My next seminar is an ‘asynchronous’ affair. Instead of having to be in a seminar room at a certain time, we have received an introductory video on Moodle and a work assignment. From my point of view that means that I have one fixed appointment less to remember. I can decide for myself when to ‘go to’ the next seminar. At first, that feels like a new freedom. But it doesn’t take me long to realize that, without the pressure of a fixed schedule, it will take more effort to motivate myself, to overcome the temptation to procrastinate, and get the job done on time. At this point, I decide never again to believe any student who asserts that self-motivation and putting things off until tomorrow have never been a problem!

Towards the end of the first week however, my initial worries emerge once again. A seminar is scheduled for the following day – but I have received no information about it. There’s nothing in the commentary column on LSF and nothing in my mailbox. I’m beginning to get nervous. I know that the lecturer concerned is not a fan of digital technology, doesn’t think much of the Internet, and tends to ignore e-mails. But then, late in the evening, an e-mail arrives with an invitation to a video conference on Zoom. I’m relieved, and rather pleased that everyone is now faced with the necessity to grapple with digital technology and become acquainted with the possibilities that it offers. Week 2: Progress!

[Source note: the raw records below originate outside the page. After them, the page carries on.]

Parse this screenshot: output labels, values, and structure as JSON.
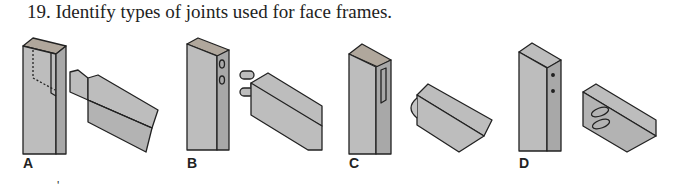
{
  "question": {
    "number": "19.",
    "text": "19. Identify types of joints used for face frames."
  },
  "figures": [
    {
      "label": "A",
      "joint": "tongue-and-groove / stub tenon"
    },
    {
      "label": "B",
      "joint": "dowel joint"
    },
    {
      "label": "C",
      "joint": "biscuit / spline groove"
    },
    {
      "label": "D",
      "joint": "pocket screw"
    }
  ],
  "colors": {
    "wood_face": "#bdbdbd",
    "wood_side": "#a9a9a9",
    "outline": "#222222"
  },
  "footer_mark": "'"
}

The following Monday finds me ready and waiting in front of my laptop, with all the required paraphernalia to hand, and my Zoom password in the template. I have the feeling that I have started to adapt to a new routine – which has its own particular idiosyncrasies. Discussions on Zoom have now begun to sound like those that usually develop in seminars offline. In the meantime, all 25 participants have switched off their microphones while the lecturer is speaking. More of them now turn up on screen, and slowly a conversation gets underway, just as it would in the seminar room itself.

Now even the lecturers I would regard as less digitally minded have put their courses on Moodle. Normally I would expect to find only one or two such courses per semester. Now they are all available in that format. Instead of the reams of introductory pages and handouts that often cover my desk, everything is now in its allotted place. The Moodle revival has taken care of this year’s spring cleaning! The Best of Both Worlds

During this semester, we will learn not only what’s on the usual curriculum. We are getting a crash course in digital learning too. And perhaps this completely digital approach will itself lead to a new dispensation: live, face-to-face classroom sessions on campus, complemented by those elements of digital education that we have learned to appreciate in our current online sessions.

So what it does feel like to be a student of German and a student of digital modes of education at one and the same time? Above all – surprised! – Surprised to find that I have pretty well succeeded in adapting to my digital ‘fate’. But I also feel rather nostalgic. Having become accustomed to my new routines, I realize that this feeling has little or nothing to do with digital education as such. What I really miss is sitting in the dining-hall, conversing with my fellow students as we work our way through platefuls of noodles garnished with sauces of doubtful character, meetings by the coffee machines, the crowded escalators in the subway stations at rush-hour, and the search for an empty locker in Building No.3 on Schellingstrasse. – I would never have guessed that I would ever come to miss that last chore! Then again, I will probably miss it for only so long as it takes before I can pack my laptop and set off with it on my way to the University! You might also be interested in:

Digital Education Logbook Part 1: From the teachers’ point of view Things got off to a somewhat rocky start, but have now settled down – a good time to find out from members of LMU’s teaching staff how they experienced the opening phase of the first truly digital semester.